Good grades as well as uniforms that are cleaned and pressed are part of Sister Lynn's game plan.
"I'm Sister Lynn," the woman replied.
What to make of an exuberant nun in a jogging suit, who coaches a game she doesn't play? A perfect fit? "Heather fell in love with Xavier Prep," Missy says. Heather went on to win the state individual championship three years running (1979 through '81), while leading the Gators to the team title her final two years, setting the foundation on which the dynasty would be built, one sister at a time. After Heather graduated, Missy won the state individual championship and Xavier Prep a third straight team title. Three more sets of sisters -- Colleen and Laura Draeger, Paige and Heidi Gilbert, and Lisa and Tricia Carriell -- won the next six state individual titles, each of them contributing to a team championship.
The familial structure on which Xavier Prep golf took form coincides neatly with Sister Lynn's notion of team as family. "It's about being a part of something," she says. "We work on having our kids love and respect each other. We want them to understand that friendships last longer than golf." She relentlessly promotes bonding until the vestiges of golf as an individual sport are erased and a team emerges.
For the first six weeks of the season, Sister Lynn does not allow iPods on the team van. When the girls are not electronically detached, camaraderie is unavoidable, evidence of which is the Xavier tradition of playing Big Booty, a silly rhythmic counting game guaranteed to evoke raucous laughter.
What's fascinating about this dynasty is that it largely has been constructed with players who weren't passing through en route to the LPGA. There are exceptions, Farr the first of them, until her career and ultimately her life were cut short by breast cancer. She died in 1993 at 28. Grace Park, who won the LPGA's 2004 Kraft Nabisco, attended Xavier for one year and won the state championship. Potentially its best player is Amanda Blumenherst, a Duke junior who was college golf's best player the past two years and twice the Arizona state prep champion.
Then there is Woods, who was introduced to the game in the same garage by the same man who introduced Tiger to golf, her grandfather Earl (her father is Earl Woods Jr., Earl's son from an earlier marriage). Cheyenne intends to play college golf at Wake Forest, after which she will pursue an LPGA career.
Otherwise, Xavier Prep hasn't produced the constellation that might be expected of a dynasty, but then golf isn't the measure of success there. One statistic trumps even the best golf scores -- it makes them irrelevant, in fact: 100 percent of last year's graduating class of 291 is attending a four-year college. "I didn't come here for golf," says Katie Allare, a senior headed for Notre Dame. "I came here because it offers the best education."
This is typically the lure that hooks golfers on Xavier Prep. The summer before starting high school, Blumenherst and her family moved from Indiana to Scottsdale. "We weren't sure of the school district there," she says. "Xavier Prep was prestigious academically. I wanted to go somewhere that would push me to another level academically."
The LPGA is Blumenherst's ultimate destination, though it would seem unlikely she would arrive without a Duke degree in tow. Even as it becomes increasingly apparent that Blumenherst's game is already sufficiently honed to take her there, Sister Lynn's insistence that her golfers finish college surely resonates across the years and miles that now separate the Blue Devil from Xavier Prep.
Sister Lynn is frequently insistent, incidentally. She has more rules than the USGA, some of them edible. The cost of playing golf at Xavier is four dozen homemade cookies (no packages of Oreos, please). The cookies are shared with opposing teams, as well as the staffs at the golf courses that provide playing and practicing privileges to Xavier Prep -- Camelback GC and Phoenix CC. Cookies are part of the values education that also requires each player to give a short thank-you speech to the board at Phoenix CC at the end of the year.
The players also are required to play 18 holes over the weekend and return to Sister Lynn the scorecard signed by their parents. They have to maintain a 2.0 grade-point average, with no failures and no incompletes. Their uniforms must be cleaned and pressed for every match.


> WHAT YOU ARE ASKED TO DO: Omitting the images, transcribe the records below exactly as they stand.

> AVAILABLE DATA:
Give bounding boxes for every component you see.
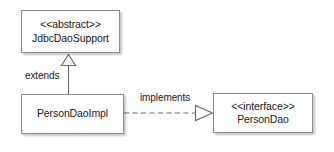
class-name-jdbcdaosupport: JdbcDaoSupport (32, 32, 109, 45)
class-box-jdbcdaosupport[interactable]: <<abstract>> JdbcDaoSupport (21, 10, 120, 53)
class-name-persondao: PersonDao (237, 113, 289, 126)
uml-class-diagram: <<abstract>> JdbcDaoSupport PersonDaoImp… (0, 0, 334, 152)
edge-label-extends: extends (25, 70, 59, 81)
edge-label-implements: implements (140, 92, 190, 103)
generalization-arrowhead-icon (62, 55, 76, 66)
class-box-persondaoimpl[interactable]: PersonDaoImpl (21, 94, 124, 134)
class-stereotype-jdbcdaosupport: <<abstract>> (40, 18, 101, 31)
realization-arrowhead-icon (196, 106, 213, 121)
class-box-persondao[interactable]: <<interface>> PersonDao (213, 93, 313, 133)
class-name-persondaoimpl: PersonDaoImpl (37, 107, 108, 120)
class-stereotype-persondao: <<interface>> (231, 100, 295, 113)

> RESPONSE FOR THIS EXERCISE:
Give bounding boxes for every component you see.
class-name-jdbcdaosupport: JdbcDaoSupport (32, 32, 109, 45)
class-box-jdbcdaosupport[interactable]: <<abstract>> JdbcDaoSupport (21, 10, 120, 53)
class-name-persondao: PersonDao (237, 113, 289, 126)
uml-class-diagram: <<abstract>> JdbcDaoSupport PersonDaoImp… (0, 0, 334, 152)
edge-label-extends: extends (25, 70, 59, 81)
edge-label-implements: implements (140, 92, 190, 103)
generalization-arrowhead-icon (62, 55, 76, 66)
class-box-persondaoimpl[interactable]: PersonDaoImpl (21, 94, 124, 134)
class-stereotype-jdbcdaosupport: <<abstract>> (40, 18, 101, 31)
realization-arrowhead-icon (196, 106, 213, 121)
class-box-persondao[interactable]: <<interface>> PersonDao (213, 93, 313, 133)
class-name-persondaoimpl: PersonDaoImpl (37, 107, 108, 120)
class-stereotype-persondao: <<interface>> (231, 100, 295, 113)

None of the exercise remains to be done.